The benchmark Sensex index, which slipped 0.6 per cent last week to 14,483.83 last week, could see a slide in the near term as investors turn risk averse.

Grim forecast

Lehman Brothers said in a report released on Friday the Sensex could drop 10-15 per cent in the short term to 12,500-13,000 and forecast borrowing costs to remain high in the next three to six months.

However, the US research house said the fall should be used as an opportunity in the coming year to accumulate shares. Corporate earnings have been affected by higher interest rates, rising raw material costs and high yields, but margins are likely to stabilise in coming quarters in a deflationary commodity environment, it said.

Investor should consider buying shares in banks and in auto, media, consumer, telecom, real estate and pharma companies, but avoid capital goods, non-ferrous metals and cement companies, Lehman said.

Equity strategist V. Venugopal said it was too early to suggest inflation had lost momentum and the Reserve Bank of India (RBI) was more likely to raise interest rates again in October, when the central bank is scheduled to review policy.


Annual inflation in the week ended August 23 was at 12.34 per cent, edging down from 12.63 per cent two weeks earlier, but well above the RBI's target of seven per cent.

Venugopal said a sliding rupee and an Organisation of Petroleum Exporting Countries (Opec) meeting this week would be closely watched.

The rupee, which has tumbled nearly 12 per cent this year to a 21-month-low of 44.7 per dollar, could weaken beyond 45 this week, he said, as refiners step up dollar purchases to buy oil.

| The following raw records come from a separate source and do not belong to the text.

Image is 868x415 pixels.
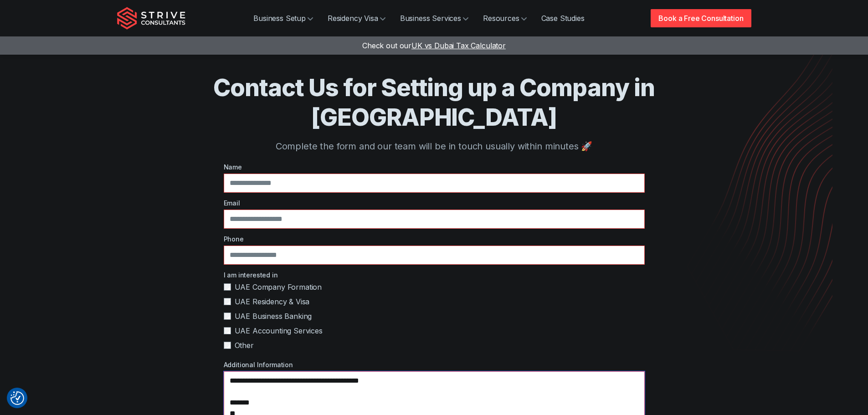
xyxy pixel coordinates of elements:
img: Strive Consultants [117,7,185,30]
a: Book a Free Consultation [650,9,751,27]
input: UAE Business Banking [224,312,231,320]
a: Resources [476,9,534,27]
label: Additional Information [224,360,645,370]
span: UAE Company Formation [234,282,322,293]
input: UAE Company Formation [224,284,231,291]
img: Revisit consent button [11,391,24,405]
input: UAE Residency & Visa [224,298,231,306]
label: I am interested in [224,270,645,280]
a: Case Studies [534,9,592,27]
span: UAE Accounting Services [234,325,322,337]
a: Check out ourUK vs Dubai Tax Calculator [362,41,506,50]
span: Other [234,340,254,351]
input: UAE Accounting Services [224,327,231,334]
span: UK vs Dubai Tax Calculator [411,41,506,50]
a: Residency Visa [320,9,393,27]
input: Other [224,342,231,349]
span: UAE Business Banking [234,311,312,322]
label: Phone [224,234,645,244]
p: Complete the form and our team will be in touch usually within minutes 🚀 [153,139,715,153]
label: Email [224,198,645,208]
h1: Contact Us for Setting up a Company in [GEOGRAPHIC_DATA] [153,73,715,132]
a: Business Services [393,9,476,27]
a: Business Setup [246,9,320,27]
span: UAE Residency & Visa [234,296,310,307]
button: Consent Preferences [11,391,24,405]
label: Name [224,162,645,172]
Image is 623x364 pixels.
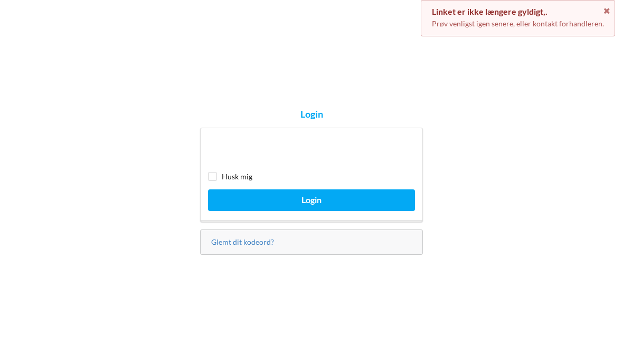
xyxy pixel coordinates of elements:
[208,190,415,211] button: Login
[301,108,323,120] div: Login
[432,6,604,17] div: Linket er ikke længere gyldigt,.
[432,18,604,29] p: Prøv venligst igen senere, eller kontakt forhandleren.
[211,237,274,247] a: Glemt dit kodeord?
[208,172,252,181] label: Husk mig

The currency has been under pressure after India's trade deficit jumped to a monthly record of $10.8 billion in July, with oil imports soaring 69.3 per cent to $9.48 billion. The gap stood at $41.23 billion in April-July, sharply up from $27.35 billion in the year-earlier period.

The Opec meeting in Vienna this week could announce a cut in crude output to halt tumbling prices of oil - down eight per cent last week to below $107 a barrel from a recover over $147 in mid-July.